Our society is mythically transient. In the 1800s our country's mobile dynamic was defined by a single compass direction, West. The adventurous were called to leave by slow and cumbersome means for a vague life somewhere toward the sunset. Trains defined the dynamic of our nation by the early 1900s, cars replaced them in the middle portion of the century, and jets in the later. We were not simply mobile, but the direction of our mobility became discretionary, unguided by even a rail, and eventually even by a road or ground on which to build it. in the 2000s our dynamic is even less definable. Our mobility is virtual, even global, finding paths via satelites in orbit. Using the internet, it is normal to travel all over the world to instantly message the person in the next room.

Hence, our matrices are dissipating to create understanding between peoples of vastly different matrices. We no longer work a single job for life, and moving is part of the plan. No wonder real-estate ostentation led our nation to economic collapse. We could not expect home to be comforting. We had no lapsing time to invest in our home's atmosphere, its memory matrix, so we substituted with appeal. But no one can afford enough appeal to make up for belonging.

Our retirement is an "individual" retirement account, not a group pension plan. We don't have homes, we have home pages and we can access them anywhere. Many have completely given up a home phone for a mobile phone. Gone is the geography, the architecture, even the atmosphere of home. Associations are all that remain. Those associations, my associations, are ever shrinking, ever more conected not to my surroundings but to my person.

This may explain my predelictions in clothing. I am inclined to comfort. My clothes do not express something I want to exude, but a place I want to exist, to be. Like home, my clothing design becomes my most intimate architecture, its ornimentaion, my atmosphere. My appearance becomes my hospitality. By wearing what I prefer, I invite others into my home. Others' responses to my appearance become judgements not just on how I look, but on how I live, what makes me belong.

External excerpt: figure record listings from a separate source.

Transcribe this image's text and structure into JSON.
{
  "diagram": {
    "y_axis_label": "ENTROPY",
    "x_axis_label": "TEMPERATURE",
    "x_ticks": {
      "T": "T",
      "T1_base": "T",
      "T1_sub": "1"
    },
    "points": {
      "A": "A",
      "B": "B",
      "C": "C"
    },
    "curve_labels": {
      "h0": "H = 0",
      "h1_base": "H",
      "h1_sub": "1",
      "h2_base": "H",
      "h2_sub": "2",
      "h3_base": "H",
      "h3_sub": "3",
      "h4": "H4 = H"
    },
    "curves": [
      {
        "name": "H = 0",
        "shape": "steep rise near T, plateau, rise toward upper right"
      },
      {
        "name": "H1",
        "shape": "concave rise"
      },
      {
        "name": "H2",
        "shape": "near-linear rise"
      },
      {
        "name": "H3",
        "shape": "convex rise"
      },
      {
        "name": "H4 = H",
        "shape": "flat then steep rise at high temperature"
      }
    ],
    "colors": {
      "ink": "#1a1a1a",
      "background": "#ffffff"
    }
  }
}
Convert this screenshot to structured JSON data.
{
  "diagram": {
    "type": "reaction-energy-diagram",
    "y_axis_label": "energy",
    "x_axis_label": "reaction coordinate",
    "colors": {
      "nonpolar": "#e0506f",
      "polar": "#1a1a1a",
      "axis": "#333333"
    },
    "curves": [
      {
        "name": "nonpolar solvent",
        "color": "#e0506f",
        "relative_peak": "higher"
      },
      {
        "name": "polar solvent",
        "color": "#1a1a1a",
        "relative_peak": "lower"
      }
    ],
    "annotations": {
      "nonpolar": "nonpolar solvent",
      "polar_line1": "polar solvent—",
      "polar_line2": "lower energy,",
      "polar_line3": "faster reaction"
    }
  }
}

Likely, the rest of my life will be shaped by an unintentional search for home. I am saddened by the truth that I may never find it. I have nothing upon which to base a sense of arrival, no reason to sigh with relief, pursuing an elusive contentment. I am jealous of those who have life-long friends. I walk into no place and unresevedly belong. I have jokingly said that heaven will be a library, but I don't really think that. Heaven will be home.